Liza Minnelli in Cabaret

Diana Ross in Lady Sings the Blues

Maggie Smith in Travels with My Aunt

Cicely Tyson in Sounder

The story of The Emigrants should be quite well-known: enchanted by promises of plenty, a family leaves behind their impoverished life in the Old World and weathers tremendous hardship on the journey to America.  The story is central to the American mythos, so much so that I would swear I’d seen it filmed a dozen times.  However, while movies such as The Grapes of Wrath tell a similar tale of migration within the American interior, and for as common as immigrant narratives are, especially centered around Ellis Island (The Godfather: Part II, Gangs of New York), I doubt I’ve ever seen the story of the journey to America told with the powerful care of The Emigrants.  The first hour of Jan Troell’s epic takes place in the Swedish region of Smaland, the second on the ship across the Atlantic, and only the final half hour on North American soil.  Residing offscreen, manifesting only in the hopes and tall tales shared by the Swedish voyagers, America truly exists in The Emigrants as an idea, a state of mind that takes deep root in those who brave the journey.  The film reveals a mighty side of the American myth, a fortuitous and excellent supplement to that year’s Best Picture winner The Godfather.
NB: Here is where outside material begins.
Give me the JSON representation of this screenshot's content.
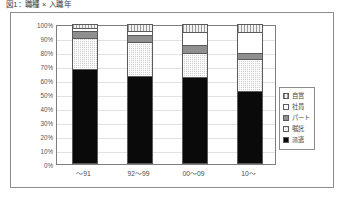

The Emigrants is grand and substantial enough that, unlike many of the ones I’ve watched lately, it boils down to more than just a referendum on its leading lady’s performance.  However, if Liv is only character among many, the film still gives her the most excruciating arc, making her the enduring vessel for the agony and ecstasy of the journey.  In Smaland, she bears the desperation of family’s strife as pregnancy after pregnancy adds to the strain of their struggle to survive.  Later, confined to the inky lower depths below the ship’s deck, she takes on in physical form all the suffering of the hard voyage, withstanding a pregnancy, lice, and a nearly devastating illness (in the throes of which she still preserves a measure of saintly forgiveness).  When the family finally reaches land, there is a scene in which Liv lies down on the grass and lets the New World seep in through every pore in a joyous healing of the wounds inflicted on the journey.  Liv’s preternatural beauty adds to the sublime quality of her ordeal, giving her a fitting Oscar debut after building her stardom in bravura performances for Ingmar Bergman in the 1960s.  For 1972, I still can’t deny the force of nature that is Liza Minnelli in Cabaret, but I am glad that such a legendary actress has such a worthy nominated performance.